Having recently moved to an LA suburb I was excited to be in a "family community." My new area does not have sidewalks everywhere, we live close to our school and so we walk out child to school.

We literally hug the curb as cars come barreling down the hill at a speed I'm pretty sure is over 25MPH.

We have a crosswalk guard who confessed to me a month ago, she' surprised no one has been killed walking or dropping their kid off at school. Yikes.

I started talking to other parents and they all shook their heads, yes, saying they too had noticed how fast people were driving through the neighborhoods, I would safely say some go 40.

I also spoke to one mom who said she could walk, BUT DID NOT FEEL SAFE doing so. That's nuts.

Do you feel safe walking your kid to school?

I called the local non-emergency sheriff's number and he said he would send some patrol guys over to ticket. I said great but more then that I really just want a switch in the drivers minds to happen.

I started going off on my tangent with the crosswalk and another mom. The mom snarked, they won't change. I asked her, don't you think they'd feel bad if they killed a kid? I asked her if she thought people would still be flying if more then 1/2 million Americans had died in airplanes since 9/11. I saw her mind change gears. Her face softened. She got my perspective.

I'd love to hear from you. How is your child's drop off? Do you walk to school? Do people speed in your neighborhoods?

 

Fix The Toaster

****originally wrote this on August , 2010. Today I wore my dead friend's dress, all day, with the tags still attached.

This dress has hung in my closet for a little over two years.  Since the day I, being the first person to enter her apartment after she died, found the dress hanging in her closet.

I've always eyed it, tried it on and taken it off.
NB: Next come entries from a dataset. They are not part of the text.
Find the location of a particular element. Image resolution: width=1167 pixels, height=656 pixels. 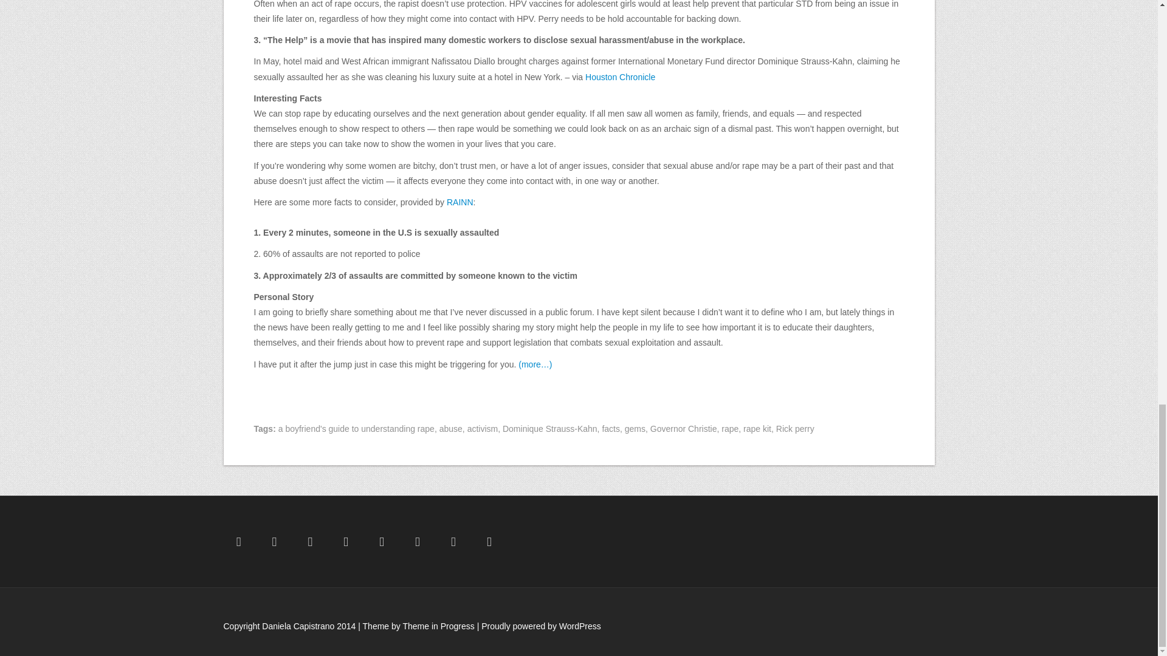

A Semantic Personal Publishing Platform is located at coordinates (541, 626).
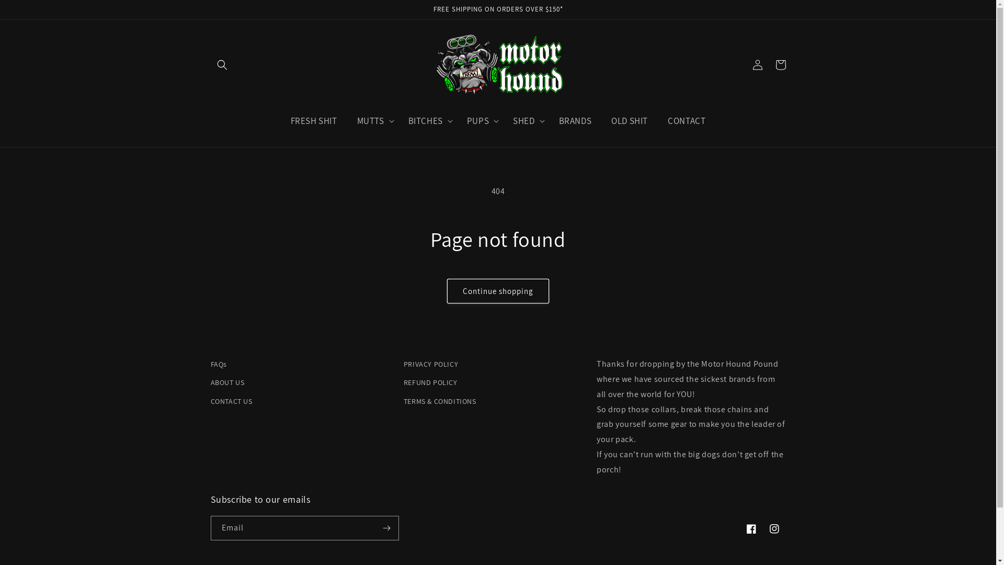  I want to click on Log in, so click(757, 65).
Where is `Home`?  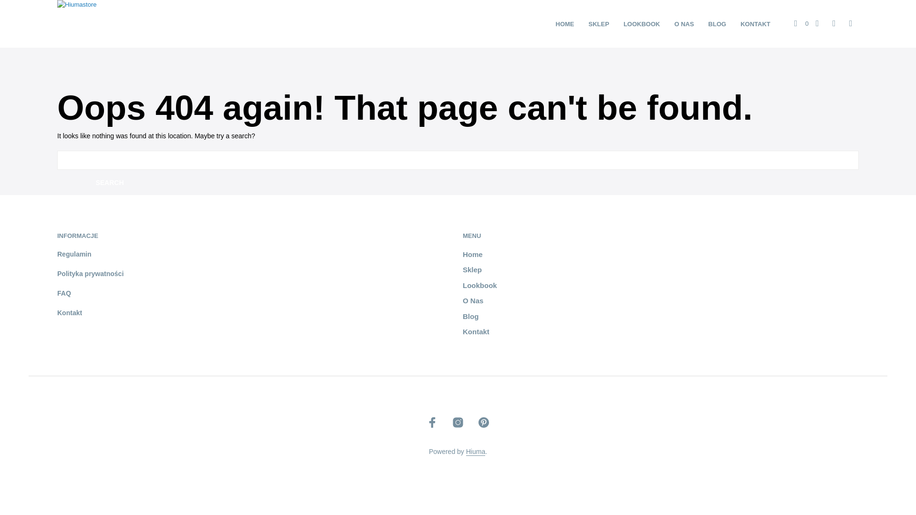
Home is located at coordinates (472, 254).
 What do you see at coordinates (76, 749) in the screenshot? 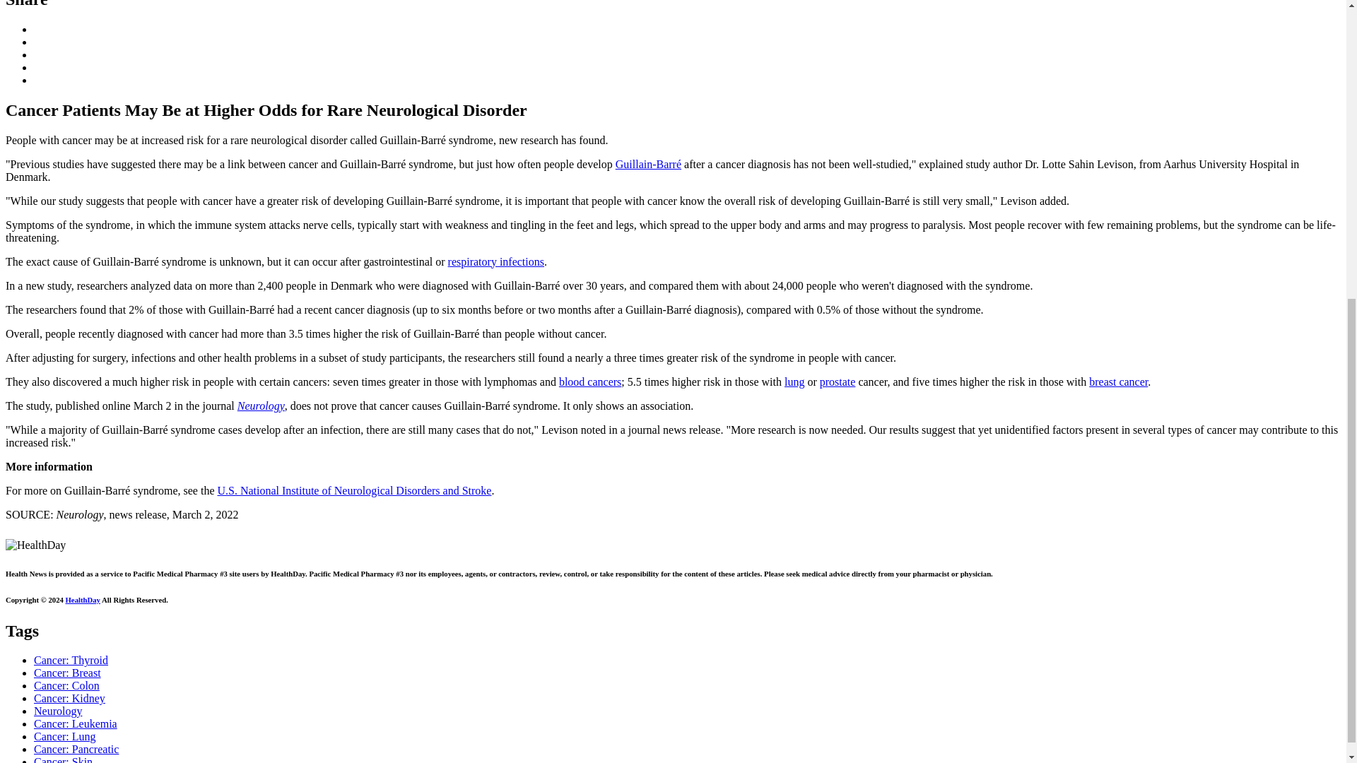
I see `Cancer: Pancreatic` at bounding box center [76, 749].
It's a sexier little piece then I normally wear. She teased me that I needed to dress sexier, show off more skin. Today, I decided to wear it. The Old Navy tag that told me she paid $34 dollars for it hung in the back and I wore an open mens button down all day, unbottened over it to hide the tag.

$34.

She died when she was 33, two weeks before her 34th birthday which would have been on May 13th 2008.
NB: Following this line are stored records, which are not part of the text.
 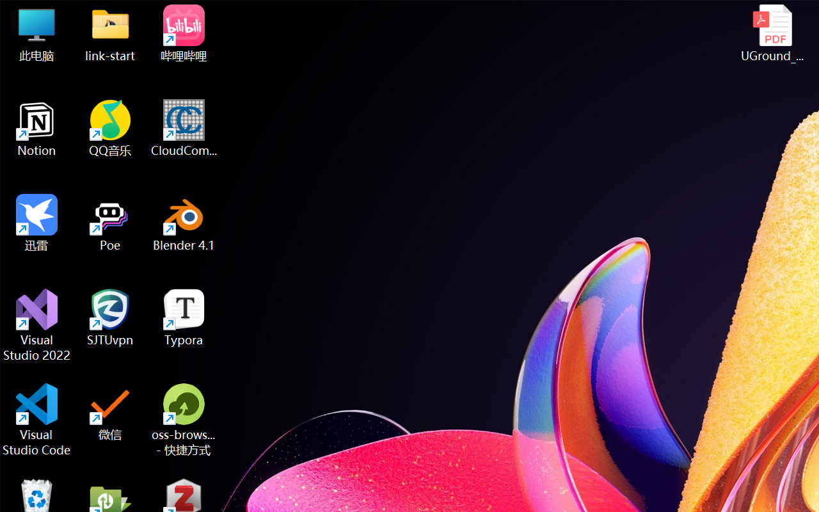 I want to click on Blender 4.1, so click(x=184, y=223).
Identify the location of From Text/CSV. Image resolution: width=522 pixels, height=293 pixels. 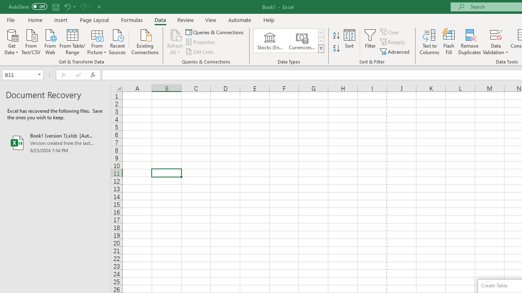
(31, 41).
In January of 2008 I began writing politicians and news people trying to sell them on the fact that I believe too many people were dying in car accidents. I always ended saying I was lucky not to know anyone who had died in an automobile accident. She used to get mad at me saying I invited trouble sometimes by talking or worrying about things.

She died at 6:18PM on May 1st, my husband's 40th birthday. I had put my son to bed at 6:00PM then thought of her and our last dinner out together in Silver Lake(where we would go to look at hot guys with long hair), she told me I should take time to do special things together with my husband.

I was angry at him and tired as we had both been vomiting all week with the stomach bug and he'd been miserable about turning 40 anyways. But I thought of what she said and I brought a cupcake up to him a little after 6PM.

From my window I can see the freeway she died on.

Every night I look out onto the 101 and wonder how could she possibly have gone fast enough to have hit the Jersey barrier, flipped and stopped facing traffic. The site they must have seen.

The windshield came out and went right into her forehead and the steering wheel impacted her chest. Hard.

So hard.

She was running late to a catering gig. She was beautiful. Sweet. The bravest, prettiest woman I've ever met. By far.

Every year around 40,000 people die in the USA alone in car accidents.

That's fucking stupid. If you want my opinion.

When she died the news headline said something like "Traffic snarled for miles due to traffic fatality." As if her death was nothing more then an annoyance to other commuters trying to get home that night.

If the toaster killed 40,000 people annually we would all step back, unplug it then say, "Let's Fix the Toaster."